What would you say that reading books gives you?
Well, if it’s .. There’s two things If it’s non-fiction it gives me knowledge. It gives me facts, it helps my memory, it also helps ... It’s also interest. It’s interest. If it’s … [inaudible] fiction books, it allows you to – I don’t know – just drift off. You picture … I always picture the scene. It’s kind of your imagination. It helps you with .. Well, I think it helps you with communication; it helps you with ... sometimes your spelling, just the actual word. Sometimes it’s words in a book and you think, I’m not sure what that means. So I’ll got off and get the dictionary out, and look out [?] and think, Oh, I’ve not heard that word before. I wonder what that means? It also allows you to .. I just think it helps your vocabulary, because you’ve gone through ... As you move on through the years you can sort of communicate using some of the words that you’ve heard, understanding them a bit more. You have to balance it and level it in terms of what you say. So people say, ‘I’ve not heard that word, I don’t know what you ..’ You know, that’s ... Sometimes my husband will say, ‘What’s that? What does that mean?’ So I explain. It’s just … Words are such ... It’s such knowledge and such a variety and such a feeling. And also, as I say, it’s part of the .. It’s part of my social kind of world almost. It’s part of what I do, have always done. You know, I’ve always got a book. Put one down, finish it, move on to the next one.
You feel that books are part of your social world then, in terms of what, the characters or …?
Just part .. No, it’s just part of what I am and part of what I do. You know how people … I don’t know, people might like to go out for meals, go to the theatre. Which I do. But sort of stuck on the end of it is always the books. They’re always there. People buy me books. My husband, he does quite a bit of voluntary work for the library at the RVI, so he brings books in and I’ll ... you know, for me, as well.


WORK TASK — Omit the pictures while printing every entry below exactly as given.

● ● ● ●

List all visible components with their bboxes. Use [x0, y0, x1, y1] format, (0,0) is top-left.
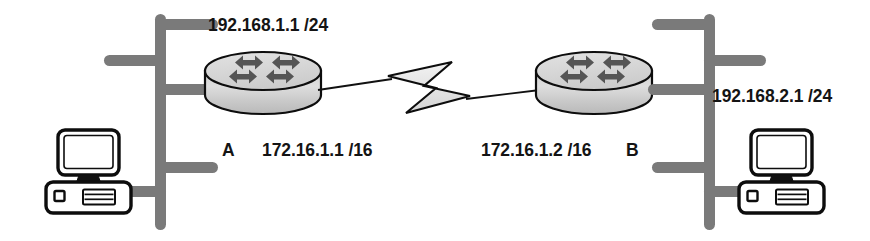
- right-bus-stub-top-left: [652, 19, 710, 30]
- left-lan-ip-label: 192.168.1.1 /24: [208, 15, 329, 35]
- left-bus-stub-lower-right: [160, 162, 218, 173]
- left-router-icon: [205, 52, 321, 114]
- left-router-top: [205, 52, 321, 90]
- wan-line-left: [318, 79, 392, 90]
- wan-link-group: [318, 62, 540, 113]
- left-router-name-label: A: [222, 140, 235, 160]
- right-pc-power-button: [748, 191, 758, 201]
- right-pc-icon: [739, 130, 824, 213]
- network-diagram: 192.168.1.1 /24 A 172.16.1.1 /16 172.16.…: [0, 0, 870, 241]
- left-pc-power-button: [55, 191, 65, 201]
- right-bus-stub-lower-left: [652, 162, 710, 173]
- left-bus-trunk: [155, 14, 166, 230]
- right-lan-ip-label: 192.168.2.1 /24: [712, 86, 833, 106]
- right-router-top: [536, 52, 652, 90]
- lightning-bolt-icon: [388, 62, 470, 113]
- left-wan-ip-label: 172.16.1.1 /16: [262, 140, 373, 160]
- right-pc-drive-bay: [776, 190, 808, 205]
- right-wan-ip-label: 172.16.1.2 /16: [481, 140, 592, 160]
- wan-line-right: [466, 90, 540, 99]
- right-router-icon: [536, 52, 652, 114]
- left-pc-drive-bay: [83, 190, 115, 205]
- right-bus-to-router-cable: [648, 84, 710, 95]
- left-pc-screen: [64, 136, 113, 169]
- right-pc-screen: [757, 136, 806, 169]
- right-router-name-label: B: [626, 140, 639, 160]
- right-bus-trunk: [704, 14, 715, 230]
- left-pc-icon: [46, 130, 131, 213]
- network-diagram-canvas: 192.168.1.1 /24 A 172.16.1.1 /16 172.16.…: [0, 0, 870, 241]
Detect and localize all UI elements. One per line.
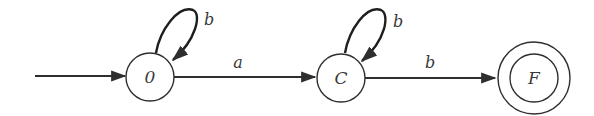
state-0: 0 xyxy=(126,53,174,101)
loop-C-label: b xyxy=(393,12,403,31)
self-loop-C: b xyxy=(345,9,403,61)
state-F-label: F xyxy=(527,68,541,88)
state-0-label: 0 xyxy=(145,67,156,87)
loop-0-label: b xyxy=(204,10,214,29)
automaton-diagram: b 0 a b C b F xyxy=(0,0,594,116)
edge-C-F-label: b xyxy=(425,53,435,72)
state-C-label: C xyxy=(334,68,347,88)
self-loop-0: b xyxy=(156,9,214,60)
state-C: C xyxy=(317,54,365,102)
state-F: F xyxy=(498,42,570,114)
edge-0-to-C: a xyxy=(174,53,315,77)
edge-0-C-label: a xyxy=(233,53,243,72)
edge-C-to-F: b xyxy=(365,53,495,78)
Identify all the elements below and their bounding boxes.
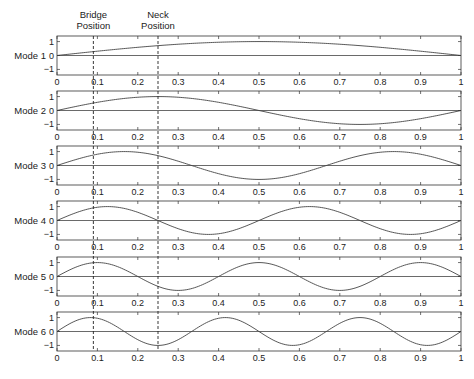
x-tick-label: 0.5 [253,132,266,142]
x-tick-label: 0.3 [172,187,185,197]
mode-label: Mode 4 [14,215,46,226]
x-tick-label: 0.4 [212,298,225,308]
x-tick-label: 0.8 [374,353,387,363]
y-tick-label: 1 [49,147,54,157]
x-tick-label: 0 [54,77,59,87]
x-tick-label: 0.7 [334,242,347,252]
mode-label: Mode 5 [14,271,46,282]
annotation-label: Position [76,20,110,31]
y-tick-label: −1 [44,285,54,295]
y-tick-label: 1 [49,202,54,212]
x-tick-label: 0.6 [293,77,306,87]
x-tick-label: 0.5 [253,298,266,308]
y-tick-label: 0 [49,161,54,171]
y-tick-label: −1 [44,174,54,184]
x-tick-label: 1 [458,77,463,87]
x-tick-label: 0.2 [132,298,145,308]
y-tick-label: −1 [44,119,54,129]
x-tick-label: 0.6 [293,132,306,142]
x-tick-label: 0.2 [132,187,145,197]
x-tick-label: 0.8 [374,77,387,87]
string-modes-chart: 00.10.20.30.40.50.60.70.80.9110−1Mode 10… [0,0,474,379]
y-tick-label: 0 [49,106,54,116]
x-tick-label: 0 [54,353,59,363]
x-tick-label: 0.5 [253,187,266,197]
y-tick-label: 1 [49,313,54,323]
mode-label: Mode 2 [14,105,46,116]
x-tick-label: 0.5 [253,77,266,87]
x-tick-label: 0.3 [172,132,185,142]
x-tick-label: 0.6 [293,187,306,197]
x-tick-label: 0.7 [334,77,347,87]
x-tick-label: 0.8 [374,242,387,252]
x-tick-label: 0.1 [91,353,104,363]
x-tick-label: 0.7 [334,298,347,308]
x-tick-label: 0.2 [132,353,145,363]
x-tick-label: 0.8 [374,187,387,197]
x-tick-label: 0.5 [253,242,266,252]
x-tick-label: 0 [54,132,59,142]
x-tick-label: 0 [54,187,59,197]
mode-curve [57,42,461,56]
y-tick-label: 1 [49,37,54,47]
annotation-label: Neck [147,9,169,20]
y-tick-label: 0 [49,272,54,282]
x-tick-label: 0.9 [414,298,427,308]
x-tick-label: 0.4 [212,132,225,142]
x-tick-label: 0.7 [334,132,347,142]
x-tick-label: 0.8 [374,298,387,308]
y-tick-label: 1 [49,258,54,268]
x-tick-label: 0.8 [374,132,387,142]
x-tick-label: 0.4 [212,77,225,87]
x-tick-label: 0.9 [414,187,427,197]
x-tick-label: 0.6 [293,353,306,363]
x-tick-label: 0 [54,242,59,252]
mode-label: Mode 1 [14,50,46,61]
x-tick-label: 0.3 [172,77,185,87]
mode-label: Mode 3 [14,160,46,171]
x-tick-label: 0.9 [414,353,427,363]
y-tick-label: 0 [49,327,54,337]
x-tick-label: 0.4 [212,353,225,363]
x-tick-label: 0.5 [253,353,266,363]
x-tick-label: 0.7 [334,353,347,363]
x-tick-label: 1 [458,298,463,308]
y-tick-label: −1 [44,229,54,239]
x-tick-label: 0.9 [414,242,427,252]
y-tick-label: −1 [44,340,54,350]
x-tick-label: 0.6 [293,242,306,252]
x-tick-label: 0.3 [172,242,185,252]
mode-label: Mode 6 [14,326,46,337]
x-tick-label: 1 [458,242,463,252]
x-tick-label: 0.4 [212,242,225,252]
x-tick-label: 0 [54,298,59,308]
x-tick-label: 1 [458,132,463,142]
x-tick-label: 0.3 [172,298,185,308]
x-tick-label: 0.3 [172,353,185,363]
x-tick-label: 0.9 [414,132,427,142]
y-tick-label: 0 [49,51,54,61]
x-tick-label: 1 [458,187,463,197]
x-tick-label: 0.2 [132,242,145,252]
y-tick-label: −1 [44,64,54,74]
x-tick-label: 0.6 [293,298,306,308]
x-tick-label: 0.7 [334,187,347,197]
y-tick-label: 0 [49,216,54,226]
x-tick-label: 0.9 [414,77,427,87]
x-tick-label: 0.2 [132,77,145,87]
x-tick-label: 0.4 [212,187,225,197]
x-tick-label: 0.2 [132,132,145,142]
annotation-label: Position [141,20,175,31]
y-tick-label: 1 [49,92,54,102]
annotation-label: Bridge [80,9,107,20]
x-tick-label: 1 [458,353,463,363]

● ● ● ●

RESULT —
List all visible components with their bboxes. Use [x0, y0, x1, y1] format, (0,0) is top-left.
- right-bus-stub-top-left: [652, 19, 710, 30]
- left-lan-ip-label: 192.168.1.1 /24: [208, 15, 329, 35]
- left-bus-stub-lower-right: [160, 162, 218, 173]
- left-router-icon: [205, 52, 321, 114]
- left-router-top: [205, 52, 321, 90]
- wan-line-left: [318, 79, 392, 90]
- wan-link-group: [318, 62, 540, 113]
- left-router-name-label: A: [222, 140, 235, 160]
- right-pc-power-button: [748, 191, 758, 201]
- right-pc-icon: [739, 130, 824, 213]
- network-diagram: 192.168.1.1 /24 A 172.16.1.1 /16 172.16.…: [0, 0, 870, 241]
- left-pc-power-button: [55, 191, 65, 201]
- right-bus-stub-lower-left: [652, 162, 710, 173]
- left-bus-trunk: [155, 14, 166, 230]
- right-lan-ip-label: 192.168.2.1 /24: [712, 86, 833, 106]
- right-router-top: [536, 52, 652, 90]
- lightning-bolt-icon: [388, 62, 470, 113]
- left-wan-ip-label: 172.16.1.1 /16: [262, 140, 373, 160]
- right-pc-drive-bay: [776, 190, 808, 205]
- right-wan-ip-label: 172.16.1.2 /16: [481, 140, 592, 160]
- wan-line-right: [466, 90, 540, 99]
- right-router-icon: [536, 52, 652, 114]
- left-pc-drive-bay: [83, 190, 115, 205]
- right-bus-to-router-cable: [648, 84, 710, 95]
- left-pc-screen: [64, 136, 113, 169]
- right-pc-screen: [757, 136, 806, 169]
- right-router-name-label: B: [626, 140, 639, 160]
- right-bus-trunk: [704, 14, 715, 230]
- left-pc-icon: [46, 130, 131, 213]
- network-diagram-canvas: 192.168.1.1 /24 A 172.16.1.1 /16 172.16.…: [0, 0, 870, 241]
Detect and localize all UI elements. One per line.
state-0: 0 xyxy=(126,53,174,101)
loop-C-label: b xyxy=(393,12,403,31)
self-loop-C: b xyxy=(345,9,403,61)
state-F-label: F xyxy=(527,68,541,88)
state-0-label: 0 xyxy=(145,67,156,87)
loop-0-label: b xyxy=(204,10,214,29)
automaton-diagram: b 0 a b C b F xyxy=(0,0,594,116)
edge-C-F-label: b xyxy=(425,53,435,72)
state-C-label: C xyxy=(334,68,347,88)
self-loop-0: b xyxy=(156,9,214,60)
state-C: C xyxy=(317,54,365,102)
state-F: F xyxy=(498,42,570,114)
edge-0-to-C: a xyxy=(174,53,315,77)
edge-0-C-label: a xyxy=(233,53,243,72)
edge-C-to-F: b xyxy=(365,53,495,78)
Identify all the elements below and their bounding boxes.
x-tick-label: 0.5 [253,132,266,142]
x-tick-label: 0.3 [172,187,185,197]
mode-label: Mode 4 [14,215,46,226]
x-tick-label: 0.4 [212,298,225,308]
x-tick-label: 0.8 [374,353,387,363]
y-tick-label: 1 [49,147,54,157]
x-tick-label: 0 [54,77,59,87]
x-tick-label: 0.7 [334,242,347,252]
mode-label: Mode 5 [14,271,46,282]
annotation-label: Position [76,20,110,31]
y-tick-label: −1 [44,285,54,295]
y-tick-label: 1 [49,202,54,212]
x-tick-label: 0.6 [293,77,306,87]
x-tick-label: 0.5 [253,298,266,308]
y-tick-label: 0 [49,161,54,171]
y-tick-label: −1 [44,174,54,184]
x-tick-label: 1 [458,77,463,87]
x-tick-label: 0.2 [132,298,145,308]
y-tick-label: −1 [44,119,54,129]
x-tick-label: 0.6 [293,132,306,142]
x-tick-label: 0.2 [132,187,145,197]
x-tick-label: 0.8 [374,77,387,87]
string-modes-chart: 00.10.20.30.40.50.60.70.80.9110−1Mode 10… [0,0,474,379]
y-tick-label: 0 [49,106,54,116]
x-tick-label: 0 [54,353,59,363]
x-tick-label: 0.5 [253,187,266,197]
y-tick-label: 1 [49,313,54,323]
mode-label: Mode 2 [14,105,46,116]
x-tick-label: 0.5 [253,77,266,87]
x-tick-label: 0.3 [172,132,185,142]
x-tick-label: 0.6 [293,187,306,197]
x-tick-label: 0.7 [334,77,347,87]
x-tick-label: 0.8 [374,242,387,252]
x-tick-label: 0.1 [91,353,104,363]
x-tick-label: 0.7 [334,298,347,308]
x-tick-label: 0.2 [132,353,145,363]
x-tick-label: 0.8 [374,187,387,197]
x-tick-label: 0.5 [253,242,266,252]
x-tick-label: 0 [54,132,59,142]
x-tick-label: 0 [54,187,59,197]
mode-curve [57,42,461,56]
y-tick-label: 1 [49,37,54,47]
annotation-label: Neck [147,9,169,20]
y-tick-label: 0 [49,272,54,282]
x-tick-label: 0.9 [414,298,427,308]
x-tick-label: 0.4 [212,132,225,142]
x-tick-label: 0.7 [334,132,347,142]
x-tick-label: 0.8 [374,298,387,308]
y-tick-label: 1 [49,258,54,268]
x-tick-label: 0.8 [374,132,387,142]
x-tick-label: 0.4 [212,77,225,87]
x-tick-label: 0.9 [414,187,427,197]
x-tick-label: 0.6 [293,353,306,363]
x-tick-label: 0 [54,242,59,252]
mode-label: Mode 1 [14,50,46,61]
x-tick-label: 0.3 [172,77,185,87]
mode-label: Mode 3 [14,160,46,171]
x-tick-label: 0.9 [414,353,427,363]
y-tick-label: 0 [49,327,54,337]
x-tick-label: 0.4 [212,353,225,363]
x-tick-label: 0.5 [253,353,266,363]
x-tick-label: 0.7 [334,353,347,363]
x-tick-label: 1 [458,298,463,308]
y-tick-label: −1 [44,229,54,239]
x-tick-label: 0.9 [414,242,427,252]
y-tick-label: −1 [44,340,54,350]
x-tick-label: 0.6 [293,242,306,252]
x-tick-label: 0.3 [172,242,185,252]
mode-label: Mode 6 [14,326,46,337]
x-tick-label: 1 [458,242,463,252]
x-tick-label: 0.4 [212,242,225,252]
x-tick-label: 0 [54,298,59,308]
x-tick-label: 1 [458,132,463,142]
x-tick-label: 0.3 [172,298,185,308]
x-tick-label: 0.3 [172,353,185,363]
x-tick-label: 0.9 [414,132,427,142]
y-tick-label: 0 [49,51,54,61]
x-tick-label: 1 [458,187,463,197]
x-tick-label: 0.2 [132,242,145,252]
y-tick-label: −1 [44,64,54,74]
x-tick-label: 0.6 [293,298,306,308]
x-tick-label: 0.7 [334,187,347,197]
y-tick-label: 0 [49,216,54,226]
x-tick-label: 0.9 [414,77,427,87]
x-tick-label: 0.2 [132,77,145,87]
x-tick-label: 0.4 [212,187,225,197]
x-tick-label: 0.2 [132,132,145,142]
annotation-label: Position [141,20,175,31]
y-tick-label: 1 [49,92,54,102]
annotation-label: Bridge [80,9,107,20]
x-tick-label: 1 [458,353,463,363]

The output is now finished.